Judges 14:2 He came up, and told his father and his mother, and said, "I have seen a woman in Timnah of the daughters of the Philistines: now therefore get her for me as wife."

Judges 14:5 Then went Samson down, and his father and his mother, to Timnah, and came to the vineyards of Timnah: and behold, a young lion roared against him.

2 Chronicles 28:18 The Philistines also had invaded the cities of the lowland, and of the South of Judah, and had taken Beth Shemesh, and Aijalon, and Gederoth, and Soco with its towns, and Timnah with its towns, Gimzo also and its towns: and they lived there.

Encyclopedia
TIMNAH

tim'-na (timnah, timnathah (Joshua 19:43 Judges 14:1, 2, 5), "allotted portion; Codex Vaticanus Thamnatha; also several Greek variations; King James Version has Timnath in Genesis 38:12, 13, 14 Judges 14:1, 2, 5; and Thimnathah in Joshua 19:43):

(1) A town in the southern part of the hill country of Judah (Joshua 15:57). Tibna proposed by Conder, a ruin 8 miles West of Bethlehem, seems too far N. (PEF, III, 53, Sh XVII). It is possible this may be the "Timnah" of Genesis 38:12, 13, 14.
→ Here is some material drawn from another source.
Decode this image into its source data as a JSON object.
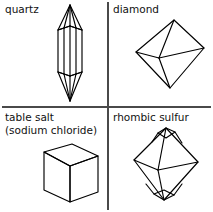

(2) A town on the northern border of Judah (Joshua 15:10), lying between Beth-shemesh and Ekron. It is probably the same Timnah as Judah visited (Genesis 38:12-14), and certainly the scene of Samson's adventures (Judges 14:1 f); his "father-in-law" is called a "Timnite" (Judges 15:6). At this time the place is clearly Philistine (Judges 14:1), though in Joshua 19:43 it is reckoned to Dan. Being on the frontier, it probably changed hands several times. In 2 Chronicles 28:18 it was captured from the Philistines by Ahaz, and we learn from Assyrian evidence (Prison Inscription) that Sennacherib captured a Tamna after the battle of Alteka before he besieged Ekron (Schrader, Die Keilinschriften und das Altes Testament, 170). The site is undoubted. It is now a deserted ruin called Tibneh on the southern slopes of the Wady es Surar (Valley of Sorek), about 2 miles West of Beth-shemesh. There is a spring, and there are evident signs of antiquity (PEF, II, 417, 441, Sh XVI).

(3) There was probably a Timna in Edom (Genesis 36:12, 22, 40 1 Chronicles 1:39, 51). Eusebius and Jerome (in Onomasticon) recognized a Thamna in Edom at their time.

(4) The "Thamnatha" of 1 Maccabees 9:50 (the King James Version) is probably another Timnah, and identical with the Thamna of Josephus (BJ, III, iii, 5; IV, viii, 1). This is probably the Tibneh, 10 miles Northwest of Bethel, an extensive ruin.